Correcting Danny Glover’s NYT Piece on Bloggers

( – promoted by DavidNYC)

Despite handing back to the keys to Swing State Project a year ago, I felt it appropriate to defend myself against Danny Glover’s NYT hitpiece on the only blog I’ve ever called home.  I can’t speak for all the bloggers on his “list,” but I can correct MANY of the innacuracies about me personally and the Lamont campaign in the piece.

For starters, here is Glover’s admitted thesis:

I do think it’s interesting that some bloggers made a name for themselves by fighting the establishment and billing themselves as revolutionaries but at the same time are willing to work for campaigns. That, to me, is part of the establishment — at least in a broad sense. And that is the point of my article.

I’m curious as to what part of Ned Lamont’s campaign was “establishment” when he was down 60 points in the polls to a former VP nominee; when every single organ of party infrastructure was fighting tooth and nail against us; when I decided to leave the DNC (now that’s establishment!) to join Ned and people literally said it would be “difficult to hire” me in the future if I made that move. Yet three of the thirteen candidates on his chart were hired “bloggers” by the Lamont campaign — that’s of “four bloggers on his campaign team.”  Of that group, one was paid to actually blog … me.  The other three were a tech guy, research staff, and graphic designer who wrote favorably about Ned before ever joining the team.
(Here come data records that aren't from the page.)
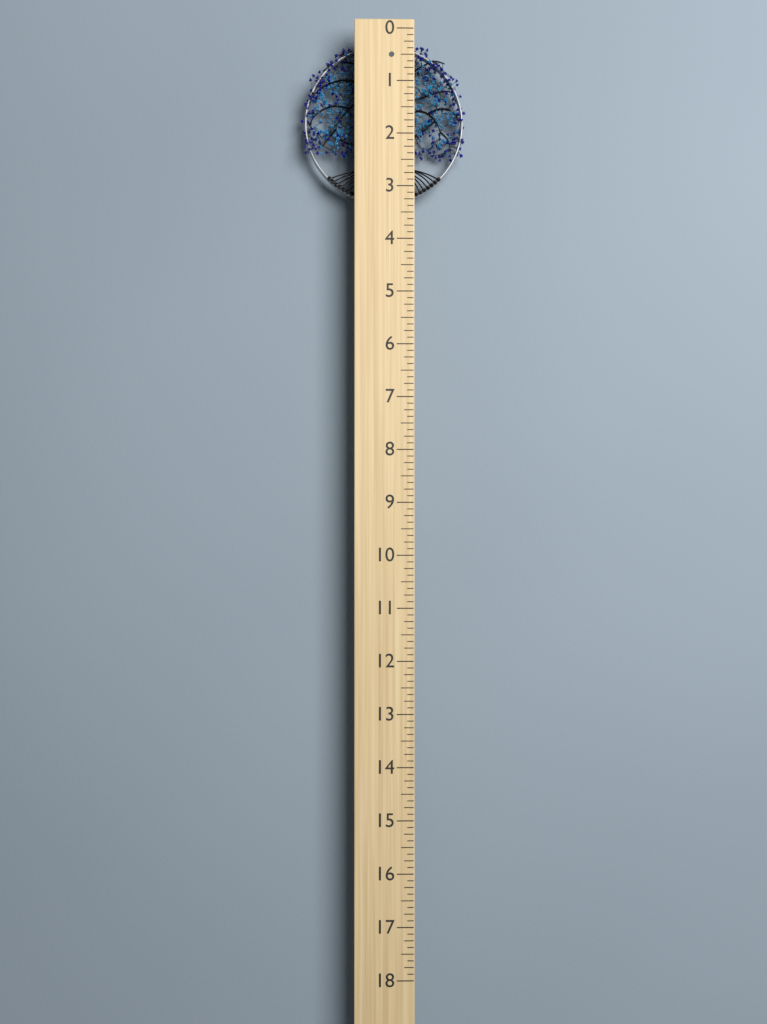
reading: 3.250 (no unit)
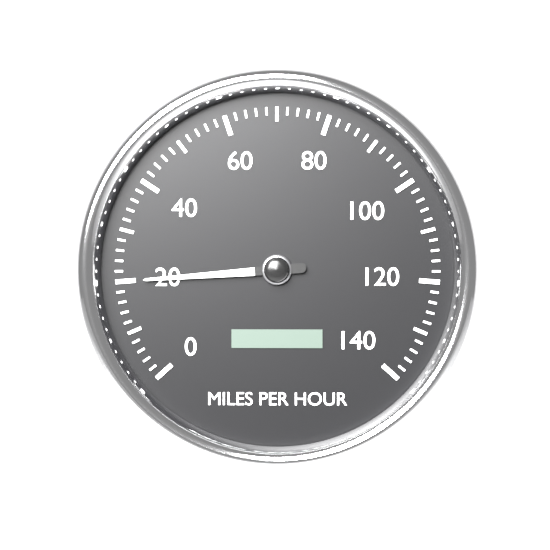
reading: 20 mph
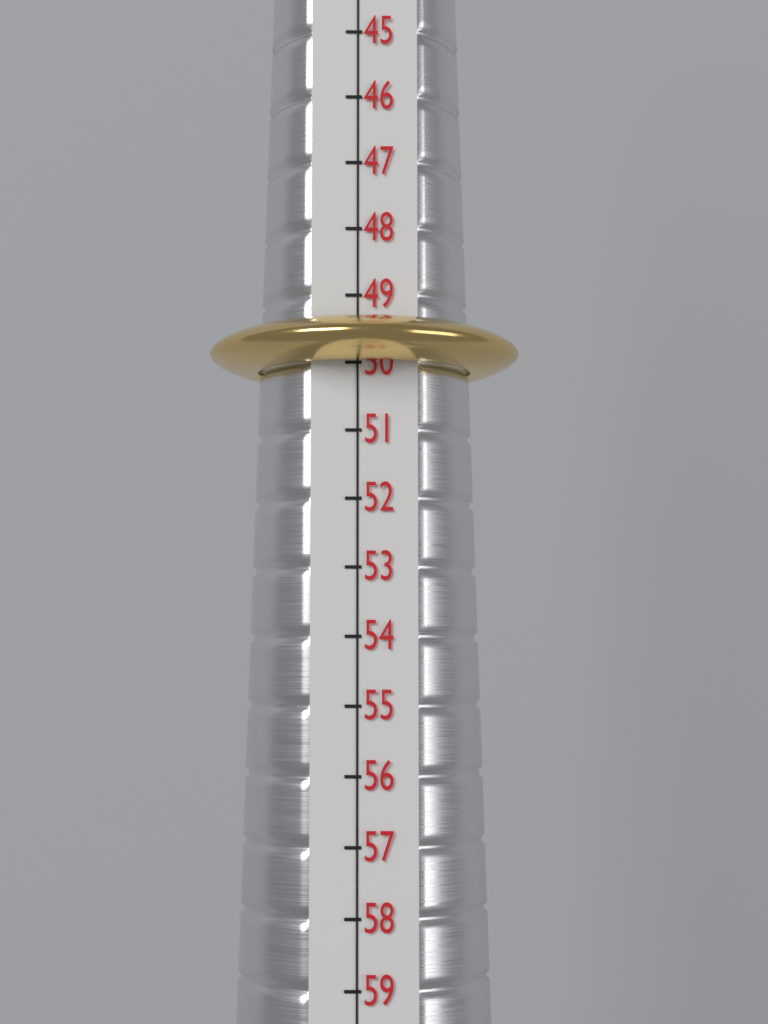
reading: 50 (no unit)
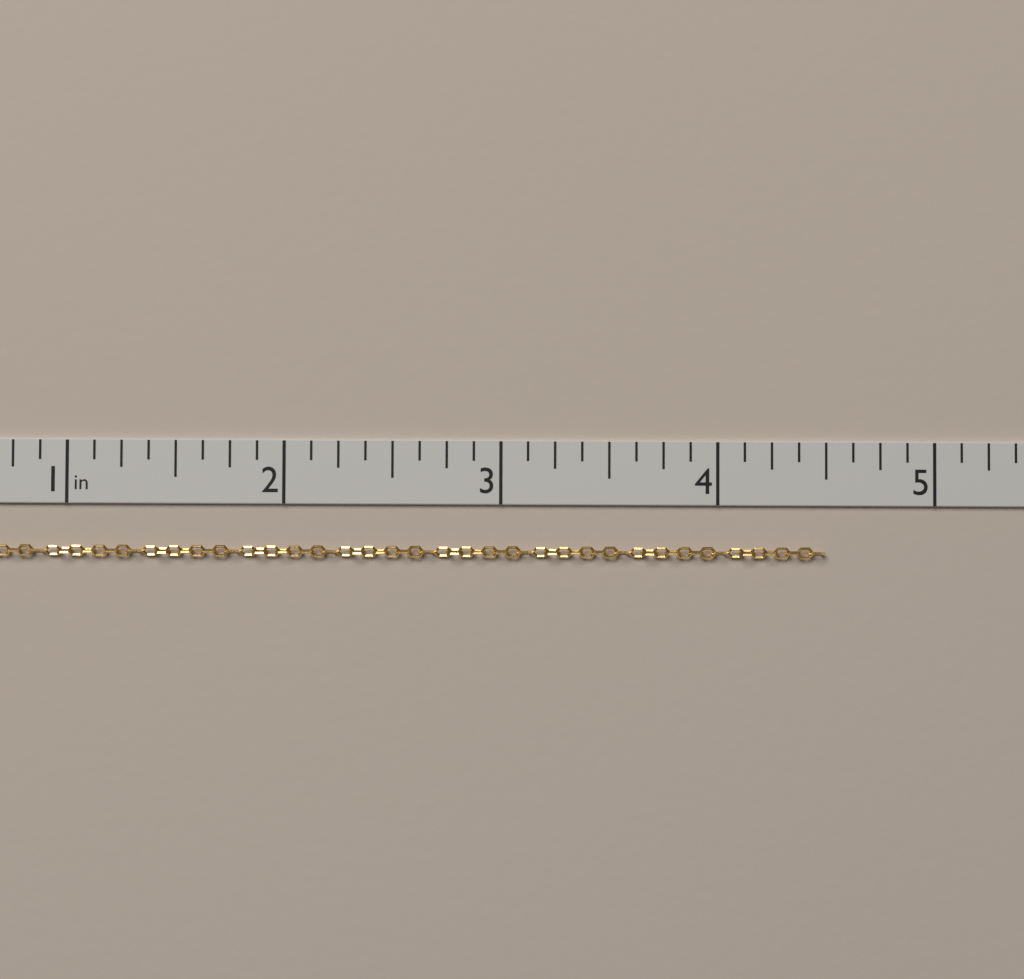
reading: 4.500 in
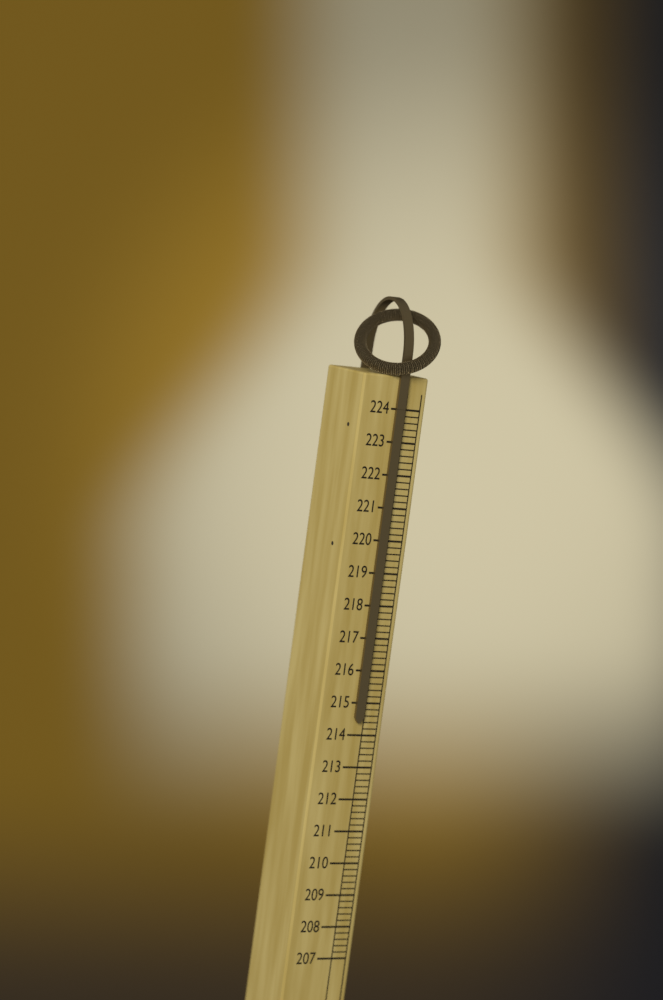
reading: 214.4 (no unit)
Here’s something else Glover apparently doesn’t get.  Blogging was probably one of the smallest pieces of my employment.  It’s a conversation I’ve tried to have with others at the National Journal, but no one quite seems to get.  When you take on the role of an “Internet Director” on a campaign, it’s more than just blogging and talking to bloggers.  Scott Shields of the Menendez campaign has more on this.

Further, I personally am not blogger turned campaign staff.  I worked on a campaign long before ever consistently blogging on any independent site.  Glover’s chart cites me blogging for the “now defunct” Grow Ohio.  But Grow Ohio was the site I was paid to write for by Congressman Sherrod Brown. It had his picture all over the site and a nice disclaimer at the bottom that said “Paid for by Friends of Sherrod Brown.”  The only independent blog I have ever been a regular front page poster to is Swing State Project, and he doesn’t even list that on my line … he also conveniently omitted the fact I was the DNC blogger for some time as well.

And finally, his chart implies that a paycheck is driving bloggers to write nice things about our employeers.  Maybe that’s not the intent, but it’s the implication.  But the quotes he pulls from Sirota and I (Lamont staffers) were both written AFTER the campaign was over.  Could it be that some of us he noted in the piece have the ability to work for candidates we believe in before receiving a paycheck and continue to believe in long after our final one was cashed?

Tim

P.S. They even got the amount of $$$ I made with Ned wrong.  Go figure.  I even let Glover know that via email after his first piece showed up on MSNBC’s website.